2015 adidas MLS Player Combine: Despite famous father, Otis Earle stock rising from obscurity

MLS Combine: Otis Earle

Otis Earle’s bio on the UC Riverside athletics site is an exercise in understatement.


The Highlanders left back’s 2014 season is summed up with an ellipsis, as is his high school career. His “Personal” section is almost entirely bare, except for two sentences.


“Otis J. Earle is the son of Robert and Sandra Earle. His father played soccer professionally in the English Premiere (sic) League.”


Robert is, of course, none other than NBC broadcaster Robbie Earle, who played 18 seasons in the English top flight and went to the World Cup with Jamaica.


That’s quite some pedigree to gloss over.


It’s oddly fitting. Otis Earle was a comparative unknown to anyone outside of the Big West Conference up until this past season, when his star rose so swiftly that he is now considered by many to be the top prospect at his position in the 2015 MLS SuperDraft.



“I was getting a little bit of attention my junior year,” Earle told MLSsoccer.com. “Obviously nowhere near this scale, [but coming into senior year], obviously people are like, ‘OK, this guy’s going to be available to get drafted,’ and then it kind of just went from there.”

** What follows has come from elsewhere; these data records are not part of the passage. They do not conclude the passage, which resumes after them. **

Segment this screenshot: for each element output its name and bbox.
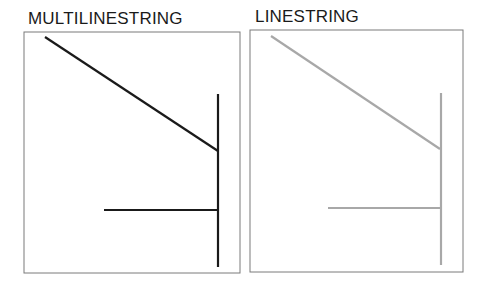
linestring-panel (250, 30, 463, 272)
panel-frame (250, 30, 463, 272)
diagram-canvas (0, 0, 482, 281)
panel-frame (24, 32, 240, 273)
line-segment (45, 37, 218, 151)
multilinestring-panel (24, 32, 240, 273)
line-segment (271, 36, 440, 149)
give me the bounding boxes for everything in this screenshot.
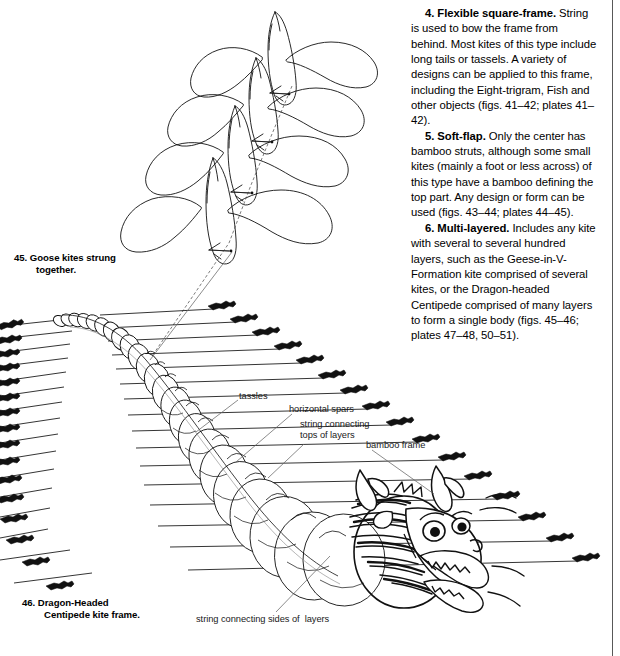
figure-number-45: 45. (14, 252, 27, 263)
paragraph-item-6: 6. Multi-layered. Includes any kite with… (411, 221, 597, 344)
annotation-tassles: tassles (239, 391, 268, 402)
figure-caption-45-line1: Goose kites strung (30, 252, 116, 263)
figure-caption-46-line1: Dragon-Headed (38, 597, 109, 608)
annotation-bamboo-frame: bamboo frame (366, 440, 425, 451)
paragraph-body-4: String is used to bow the frame from beh… (411, 7, 596, 126)
paragraph-lead-5: 5. Soft-flap. (425, 130, 486, 142)
figure-caption-46-line2: Centipede kite frame. (22, 609, 182, 621)
paragraph-lead-6: 6. Multi-layered. (425, 222, 509, 234)
annotation-horizontal-spars: horizontal spars (289, 404, 354, 415)
paragraph-body-5: Only the center has bamboo struts, altho… (411, 130, 593, 219)
page-edge-rule (612, 0, 613, 656)
paragraph-lead-4: 4. Flexible square-frame. (425, 7, 556, 19)
figure-number-46: 46. (22, 597, 35, 608)
annotation-string-connecting-tops-of-layers: string connecting tops of layers (300, 419, 369, 442)
paragraph-item-4: 4. Flexible square-frame. String is used… (411, 6, 597, 129)
paragraph-body-6: Includes any kite with several to severa… (411, 222, 596, 341)
paragraph-item-5: 5. Soft-flap. Only the center has bamboo… (411, 129, 597, 221)
figure-caption-45-line2: together. (14, 264, 154, 276)
annotation-string-connecting-sides-of-layers: string connecting sides of layers (196, 614, 329, 625)
book-page: 4. Flexible square-frame. String is used… (0, 0, 620, 656)
figure-caption-46: 46. Dragon-Headed Centipede kite frame. (22, 597, 182, 621)
body-text-column: 4. Flexible square-frame. String is used… (411, 6, 597, 344)
figure-caption-45: 45. Goose kites strung together. (14, 252, 154, 276)
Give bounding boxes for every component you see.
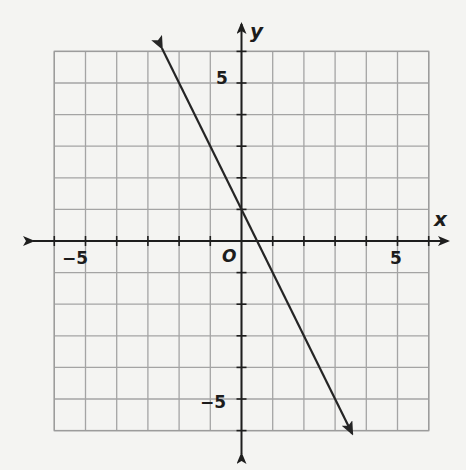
coordinate-plane: x y O −5 5 5 −5 (0, 0, 466, 470)
line-graph: x y O −5 5 5 −5 (0, 0, 466, 470)
y-tick-label-neg5: −5 (200, 392, 226, 412)
x-tick-label-neg5: −5 (62, 248, 88, 268)
y-axis-label: y (250, 19, 264, 43)
x-tick-label-5: 5 (390, 248, 402, 268)
origin-label: O (222, 246, 236, 266)
x-axis-label: x (433, 207, 448, 231)
y-tick-label-5: 5 (216, 68, 228, 88)
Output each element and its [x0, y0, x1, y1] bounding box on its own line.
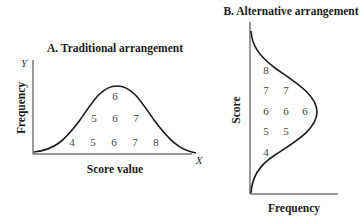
figure: A. Traditional arrangement Y X Frequency… [0, 0, 362, 219]
score-6: 6 [302, 105, 308, 117]
score-6: 6 [112, 112, 118, 124]
panel-a: A. Traditional arrangement Y X Frequency… [15, 42, 204, 175]
panel-a-y-label: Frequency [15, 82, 28, 134]
panel-a-x-label: Score value [87, 163, 143, 175]
score-8: 8 [263, 64, 269, 76]
score-5: 5 [90, 136, 96, 148]
panel-b: B. Alternative arrangement Score Frequen… [223, 5, 358, 215]
score-7: 7 [263, 84, 269, 96]
panel-b-x-label: Frequency [268, 202, 320, 215]
score-6: 6 [283, 105, 289, 117]
score-6: 6 [111, 136, 117, 148]
score-5: 5 [91, 112, 97, 124]
score-5: 5 [263, 125, 269, 137]
score-6: 6 [263, 105, 269, 117]
score-5: 5 [283, 125, 289, 137]
panel-a-x-var: X [195, 154, 204, 166]
panel-b-y-label: Score [230, 96, 242, 123]
score-8: 8 [153, 136, 159, 148]
score-7: 7 [133, 112, 139, 124]
score-6: 6 [112, 90, 118, 102]
score-7: 7 [283, 84, 289, 96]
panel-a-y-var: Y [21, 57, 29, 69]
score-4: 4 [69, 136, 75, 148]
score-4: 4 [263, 146, 269, 158]
score-7: 7 [132, 136, 138, 148]
panel-b-title: B. Alternative arrangement [223, 5, 358, 18]
panel-a-title: A. Traditional arrangement [47, 42, 183, 55]
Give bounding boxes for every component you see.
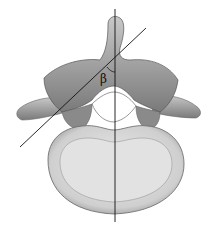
vertebral-foramen — [92, 92, 136, 122]
vertebra-illustration — [0, 0, 219, 237]
vertebra-diagram: β — [0, 0, 219, 237]
angle-beta-label: β — [100, 72, 107, 86]
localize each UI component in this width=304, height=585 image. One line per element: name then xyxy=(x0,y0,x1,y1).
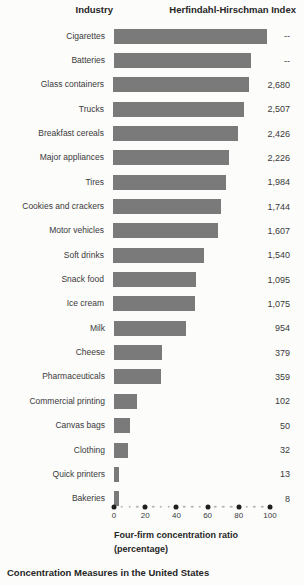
bar-track xyxy=(113,296,267,311)
hhi-value: 102 xyxy=(270,396,304,406)
hhi-value: 2,226 xyxy=(267,153,304,163)
industry-label: Glass containers xyxy=(0,80,113,89)
cr4-bar xyxy=(114,418,130,433)
cr4-bar xyxy=(113,272,196,287)
cr4-bar xyxy=(114,467,119,482)
hhi-value: 1,540 xyxy=(267,250,304,260)
bar-track xyxy=(114,467,270,482)
industry-label: Motor vehicles xyxy=(0,226,113,235)
hhi-value: 8 xyxy=(270,494,304,504)
bar-row: Cheese379 xyxy=(0,340,304,364)
axis-minor-dot xyxy=(230,505,233,508)
industry-label: Cheese xyxy=(0,348,114,357)
cr4-bar xyxy=(113,248,204,263)
cr4-bar xyxy=(113,223,218,238)
cr4-bar xyxy=(113,150,229,165)
x-axis-tick-label: 0 xyxy=(112,511,116,520)
x-axis-tick-label: 80 xyxy=(234,511,243,520)
cr4-bar xyxy=(114,369,161,384)
hhi-column-header: Herfindahl-Hirschman Index xyxy=(114,4,304,15)
bar-track xyxy=(113,248,267,263)
hhi-value: 13 xyxy=(270,469,304,479)
bar-row: Quick printers13 xyxy=(0,462,304,486)
axis-minor-dot xyxy=(167,505,170,508)
industry-label: Cigarettes xyxy=(0,32,114,41)
industry-label: Canvas bags xyxy=(0,421,114,430)
cr4-bar xyxy=(114,443,128,458)
hhi-value: 1,075 xyxy=(267,299,304,309)
industry-label: Bakeries xyxy=(0,494,114,503)
bar-row: Glass containers2,680 xyxy=(0,73,304,97)
x-axis-title-line2: (percentage) xyxy=(114,543,238,557)
bar-row: Canvas bags50 xyxy=(0,414,304,438)
industry-label: Trucks xyxy=(0,105,113,114)
cr4-bar xyxy=(114,321,186,336)
bar-track xyxy=(113,175,267,190)
figure-caption: Concentration Measures in the United Sta… xyxy=(7,567,209,578)
axis-major-dot xyxy=(268,504,273,509)
bar-track xyxy=(114,53,270,68)
bar-row: Cigarettes-- xyxy=(0,24,304,48)
bar-track xyxy=(113,272,267,287)
hhi-value: -- xyxy=(270,31,304,41)
x-axis-tick-label: 60 xyxy=(203,511,212,520)
bar-row: Major appliances2,226 xyxy=(0,146,304,170)
bar-track xyxy=(114,369,270,384)
concentration-measures-figure: Industry Herfindahl-Hirschman Index Ciga… xyxy=(0,0,304,585)
bar-track xyxy=(113,223,267,238)
hhi-value: 2,680 xyxy=(267,80,304,90)
bar-row: Commercial printing102 xyxy=(0,389,304,413)
axis-major-dot xyxy=(112,504,117,509)
bar-chart-rows: Cigarettes--Batteries--Glass containers2… xyxy=(0,24,304,511)
bar-row: Cookies and crackers1,744 xyxy=(0,194,304,218)
cr4-bar xyxy=(113,126,238,141)
cr4-bar xyxy=(114,53,251,68)
hhi-value: 1,744 xyxy=(267,202,304,212)
bar-track xyxy=(114,345,270,360)
bar-row: Breakfast cereals2,426 xyxy=(0,121,304,145)
bar-track xyxy=(114,321,270,336)
industry-label: Cookies and crackers xyxy=(0,202,113,211)
axis-minor-dot xyxy=(191,505,194,508)
cr4-bar xyxy=(113,102,244,117)
industry-label: Pharmaceuticals xyxy=(0,372,114,381)
industry-label: Major appliances xyxy=(0,153,113,162)
bar-row: Tires1,984 xyxy=(0,170,304,194)
industry-label: Milk xyxy=(0,324,114,333)
bar-row: Batteries-- xyxy=(0,48,304,72)
x-axis-title-line1: Four-firm concentration ratio xyxy=(114,529,238,543)
axis-minor-dot xyxy=(160,505,163,508)
industry-label: Tires xyxy=(0,178,113,187)
cr4-bar xyxy=(113,77,249,92)
axis-minor-dot xyxy=(121,505,124,508)
axis-minor-dot xyxy=(222,505,225,508)
axis-minor-dot xyxy=(261,505,264,508)
bar-track xyxy=(113,199,267,214)
industry-column-header: Industry xyxy=(0,4,114,15)
axis-minor-dot xyxy=(199,505,202,508)
axis-major-dot xyxy=(143,504,148,509)
bar-row: Clothing32 xyxy=(0,438,304,462)
cr4-bar xyxy=(114,29,267,44)
bar-track xyxy=(113,150,267,165)
hhi-value: 2,507 xyxy=(267,104,304,114)
hhi-value: 1,095 xyxy=(267,275,304,285)
axis-major-dot xyxy=(236,504,241,509)
bar-track xyxy=(113,77,267,92)
bar-row: Snack food1,095 xyxy=(0,267,304,291)
axis-minor-dot xyxy=(245,505,248,508)
bar-track xyxy=(113,126,267,141)
industry-label: Clothing xyxy=(0,446,114,455)
x-axis-tick-label: 40 xyxy=(172,511,181,520)
bar-track xyxy=(113,102,267,117)
hhi-value: 50 xyxy=(270,421,304,431)
bar-track xyxy=(114,443,270,458)
x-axis-tick-labels: 020406080100 xyxy=(114,511,270,521)
x-axis-dotted-line xyxy=(114,503,270,510)
cr4-bar xyxy=(113,296,195,311)
column-headers: Industry Herfindahl-Hirschman Index xyxy=(0,4,304,15)
bar-track xyxy=(114,418,270,433)
bar-row: Motor vehicles1,607 xyxy=(0,219,304,243)
hhi-value: 1,607 xyxy=(267,226,304,236)
industry-label: Snack food xyxy=(0,275,113,284)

In fact, Earle says he was about 7 years old when he first realized that he might be, objectively, a good soccer player. Not that his dad would ever let him know.


“He was completely quiet until I got into the car,” Earle says of the times his father came to watch him play. “If I played well, then I always knew that it would be completely silent in the car. We’d be talking about something else or the radio would be playing. But if I didn’t play too well, then…


“But at the end of the day I preferred that,” Earle continued quickly. “Because now when I get shouted at by a coach – I know some kids kind of hide away from that – but now I can take it, and that probably enables me to be the player I am today.”



As much as his father’s career might have fostered Earle’s development as a player, his dynamism as an attacker is a residual effect of his time as a left winger, the position he played in his first year at Riverside before switching to left back the next season.


Earle admits that he wasn’t thrilled about being moved to the backline – “I mean, no winger wants to go and play left back,” he says – but over time has embraced the position.


And why not? The move has paid off with a professional contract – Earle, who has a US green card, officially signed with Major League Soccer earlier this month – and after an impressive showing at the Combine this past week in Lauderhill, Fla., will likely culminate with an early selection in the first round of the SuperDraft on Thursday.


It’s exactly where he wants to be.


“I still feel like I’m on vacation when I’m here,” Earle says. “I don’t feel like I’ve lived here for long enough to call it, like, home home. I still feel like I’m enjoying it as a new country. And it’s such a big country. Europe, in terms of the continent, is almost the same scale as the US as a country. So many cities and places in this country that I haven’t even experienced yet, which I would still like to.”